A year ago at this time, we were talking about how the Big Ten had seemingly become the minor leagues of major college football with Bret Bielema's departure for Arkansas and the talking point that the Big Ten just didn't pay its coaches enough. That talk has all gone away now.
In what is shaping up to be the winter of Big Ten resurgence - with Penn State nabbing James Franklin from Vanderbilt, Ohio State taking Chris Ash from Arkansas, to name two key moves - Michigan and Michigan State announced two key moves on Tuesday afternoon that will go a long way toward securing their own futures.
First, Michigan announced it had inked a three-year contract with offensive coordinator Doug Nussmeier. While he isn't in the million-dollar coordinator club quite yet, he could be there by 2016. In a significant raise from the $681,500 he earned at Alabama in 2013, Nussmeier will make $830,000 in 2014, $860,000 in 2015 and $880,000 in 2016 with a $200,000 retention bonus tacked on if he remains on the job all three seasons.

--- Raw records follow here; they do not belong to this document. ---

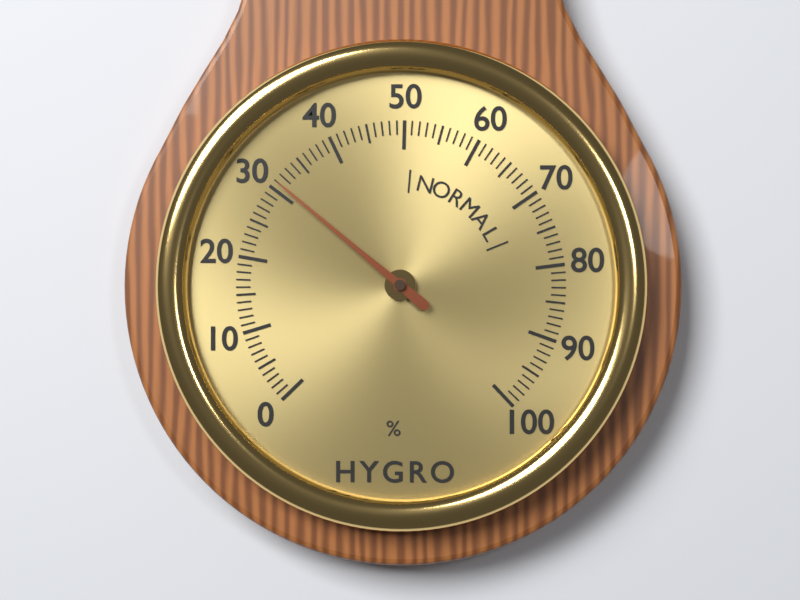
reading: 31 %
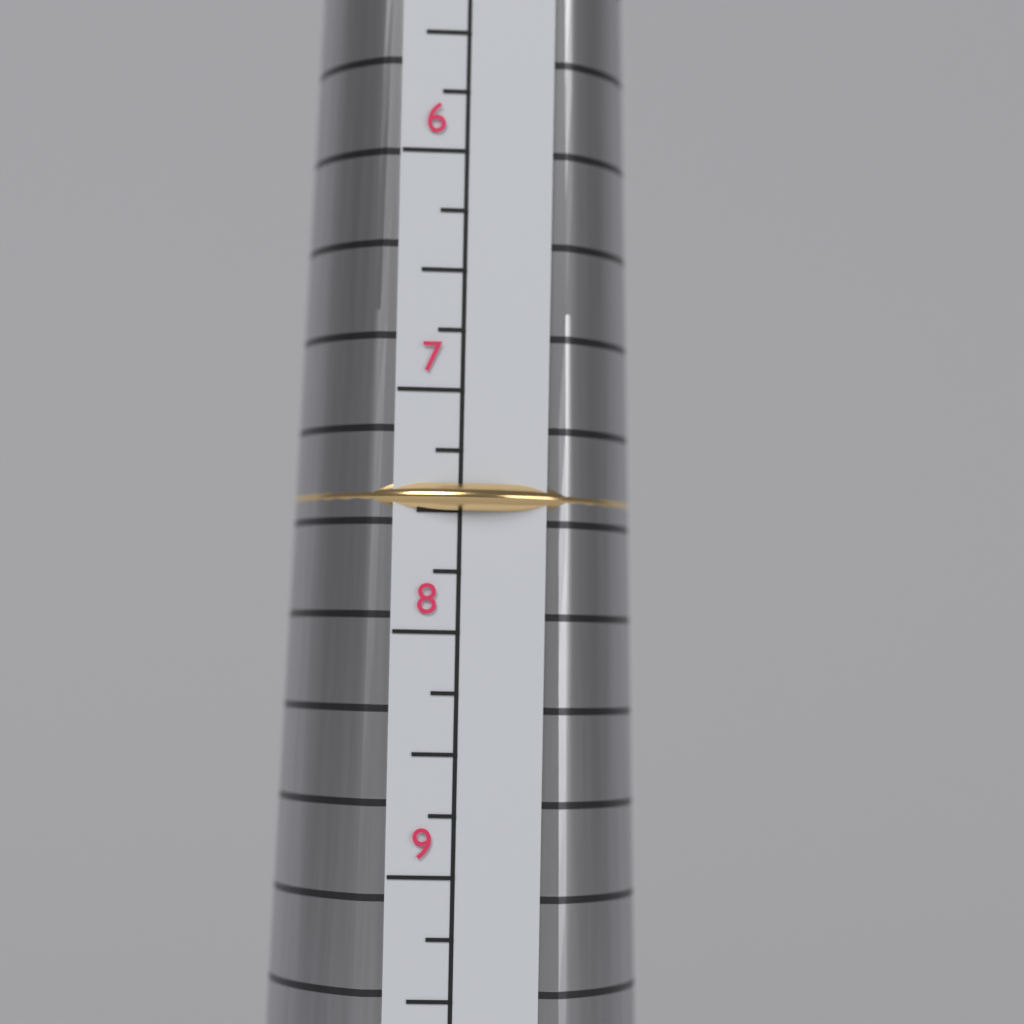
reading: 7.50 (no unit)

The contract would bump Nussmeier from 12th to sixth for all coordinator salaries in 2013, below what Georgia paid Todd Grantham but above what Justin Wilcox made at Washington.
Up the state in East Lansing, Michigan State announced it was rewarding the staff that turned in Sparty's best season in a quarter century with significant raises.
First, head coach Mark Dantonio received a bump from $1.99 million to $3.64 million, a raise of $1.65 million. The raise catapults Dantonio from 51st to 11th nationally among 2013 head coaching salaries. Where he was previously sandwiched by Kentucky's Mark Stoops and SMU's June Jones, Dantonio now falls between Oklahoma State's Mike Gundy and Iowa's Kirk Ferentz. Dantonio's salary now ranks fourth in the Big Ten, trailing only Urban Meyer, Brady Hoke and Ferentz. Considering Michigan State's 2013 season and their three top 14 finishes since 2010, he's still the conference's biggest bargain even after an 83 percent raise.
Elsewhere on his staff, defensive coordinator Pat Narduzzi catapults from the criminally-underpaid $559,000 he banked in 2013 to a more proper salary of $904,000, making him the highest-paid assistant in the Big Ten and the fourth-highest in all of college football.
Michigan State also provided an additional $440,000 for Dantonio to split among his eight remaining assistants - those details can be seen here.
In retaining its best coaches and hiring god ones away from other conferences, the Big Ten is again functioning like the major conference it is.